Through United Nations-backed initiatives, local cooperatives are receiving technical, financial, and marketing support to expand seaweed production, improve post-harvest handling, and add value through processing into cosmetics, food additives, and fertilizers.

In Zanzibar and other coastal regions, where up to 88 percent of seaweed farmers are women, this shift is enabling female entrepreneurs to move beyond subsistence farming and take control of their economic futures.

“The role of the UN is supporting women to scale up this business, to take seaweed and actually make it into a business,” said Susan Ngongi Namondo, UN Resident Coordinator in Tanzania.

The initiative is supported by the Joint SDG Fund and is helping smallholder farmers transition from traditional shallow-water cultivation to deeper-water farming systems that are more resilient to temperature fluctuations, disease, and saltwater intrusion.

According to project implementers, the programme targets more than 15,000 farming households across Unguja and Pemba islands, most of them women and youth, with a goal of increasing average incomes by 40 per cent by 2028.

Women are also being trained in financial literacy, cooperative governance, and entrepreneurship to strengthen their ability to access markets and negotiate fair prices.

These interventions come as seaweed farming faces mounting challenges from climate change, rising sea temperatures, and declining global prices, which have made traditional farming methods less viable.

By providing boats, ropes, buoys, and cold storage facilities, the programme seeks to stabilize production while building community capacity for innovation and resilience.

A recent UN Sustainable Development Group report released late last month highlighted the seaweed sector as a key example of how gender-responsive and locally led adaptation can accelerate progress toward the Sustainable Development Goals (SDGs).

The report emphasised that empowering women within the blue economy not only enhances economic participation but also strengthens food security, biodiversity conservation, and social inclusion.

In Zanzibar, seaweed income has allowed many women to educate their children, invest in housing, and start small retail or food enterprises, contributing to gradual shifts in traditional gender roles.

Still, challenges persist, as only about 1 per cent of Tanzania’s harvested seaweed is processed domestically, meaning most of the value is captured abroad through exports of raw materials.

Global demand fluctuations and inconsistent quality standards also affect farmers’ earnings, while limited access to credit and infrastructure hinders local value addition.

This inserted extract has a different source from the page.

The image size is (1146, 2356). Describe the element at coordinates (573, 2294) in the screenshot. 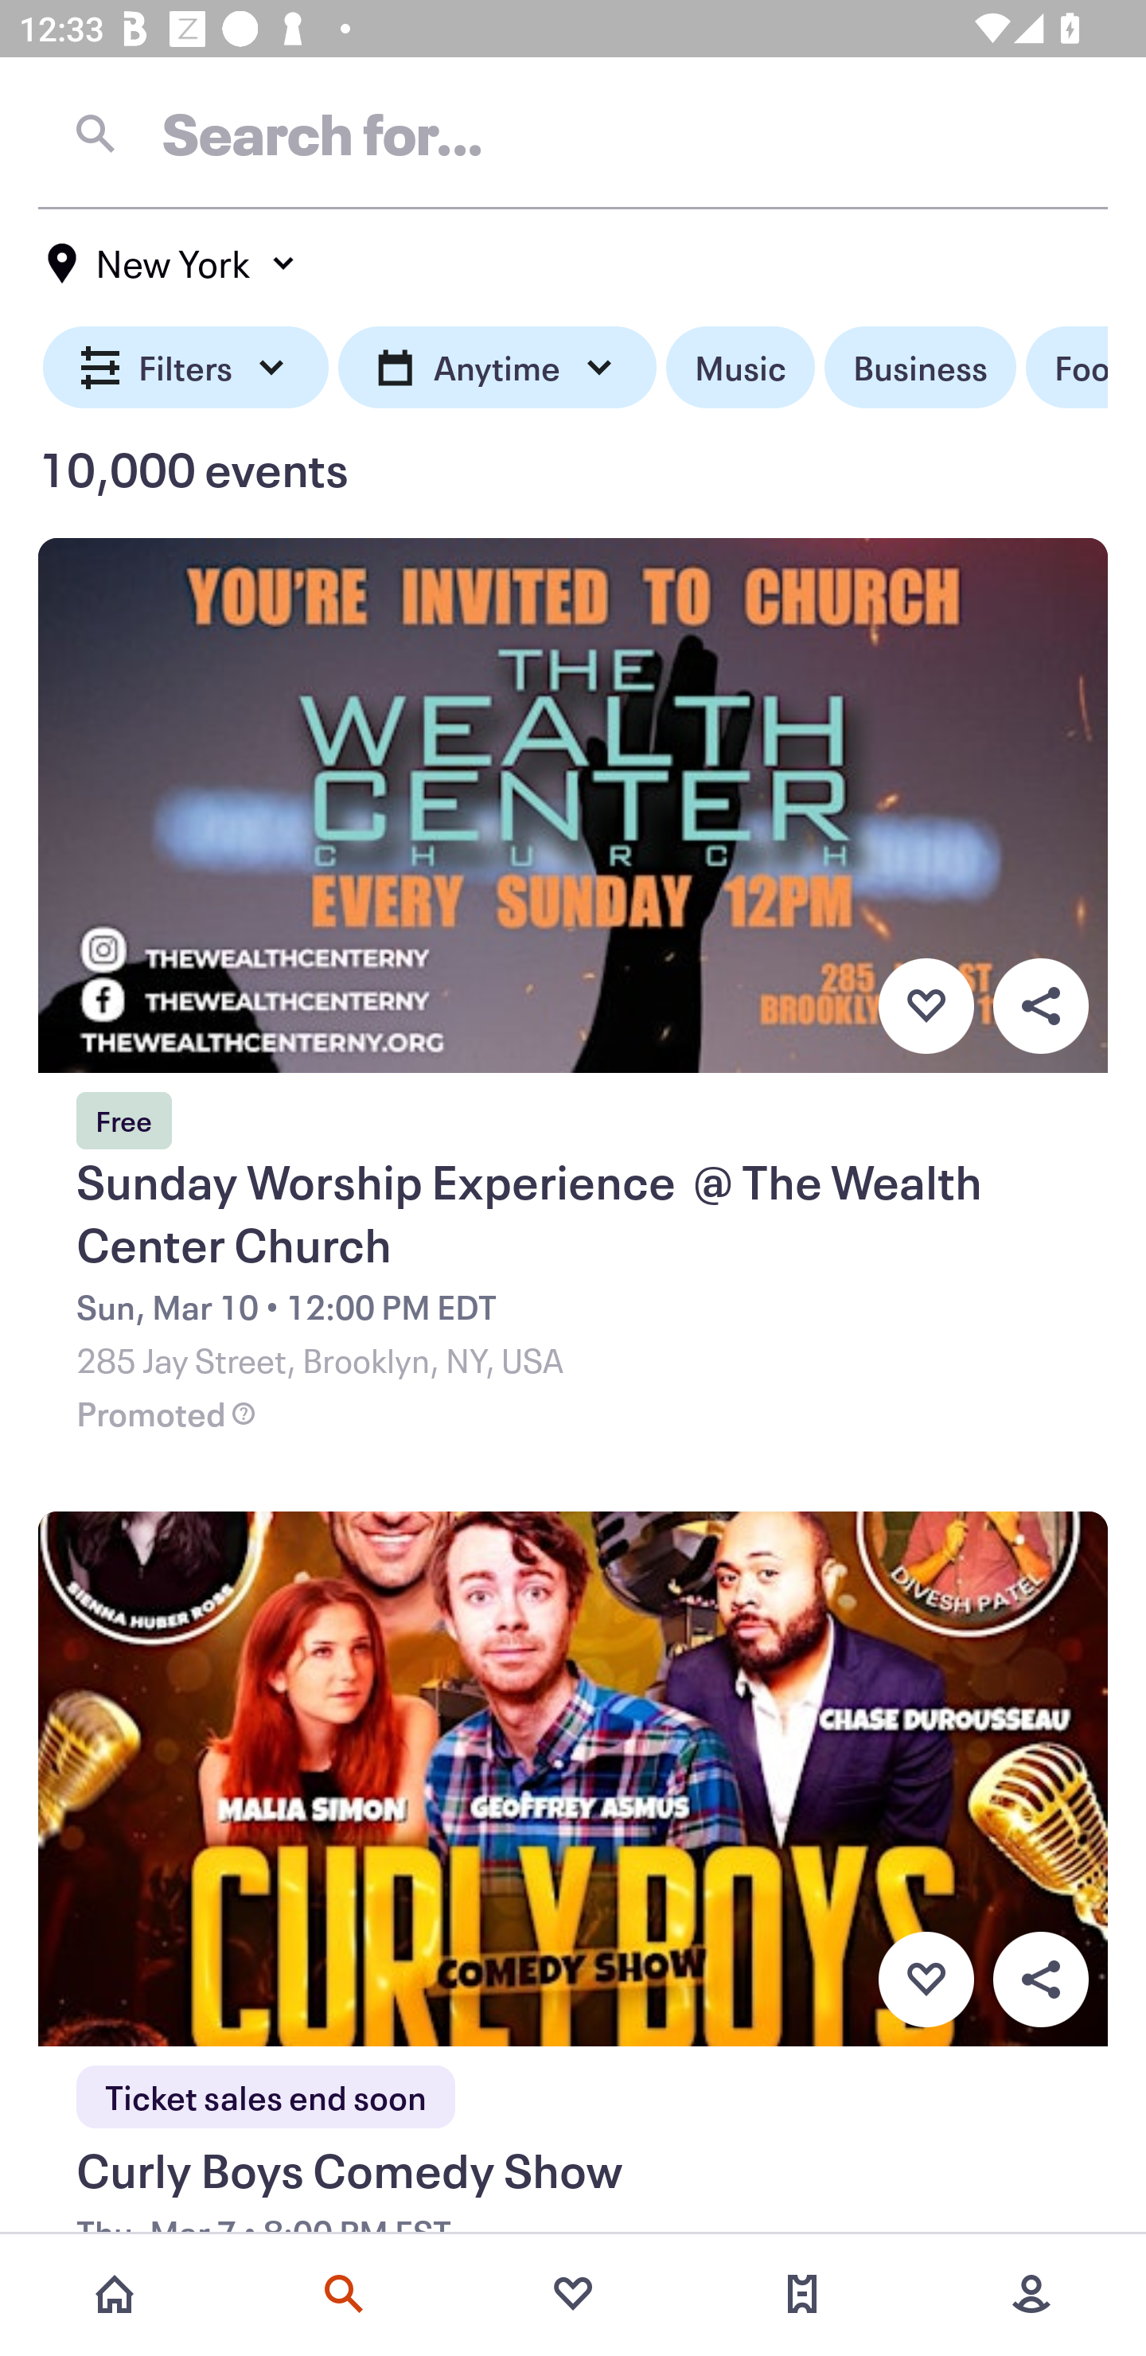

“Women’s traditional ecological knowledge matters,” said Namondo, noting that their deep understanding of tidal patterns and marine conditions provides vital insight for adapting to climate stress.

By integrating traditional knowledge with scientific innovation, the initiative aims to create sustainable aquaculture systems that protect marine ecosystems while improving livelihoods.

The UN programme aligns with Tanzania’s national development agenda, which seeks to diversify coastal economies and enhance resilience to climate impacts under the blue economy framework.

It also supports the government’s efforts to develop seaweed processing industries that can generate jobs, increase export earnings, and reduce poverty in coastal regions.

The report described the Tanzanian seaweed initiative as an example of locally driven, climate-resilient pathways toward the SDGs underscoring the power of community-led innovation in achieving sustainable development.

“If these efforts continue to gain traction, Tanzania’s women seaweed farmers could become a model for inclusive growth—demonstrating how empowering women in coastal livelihoods can drive both economic transformation and environmental stewardship,” stated the report in part.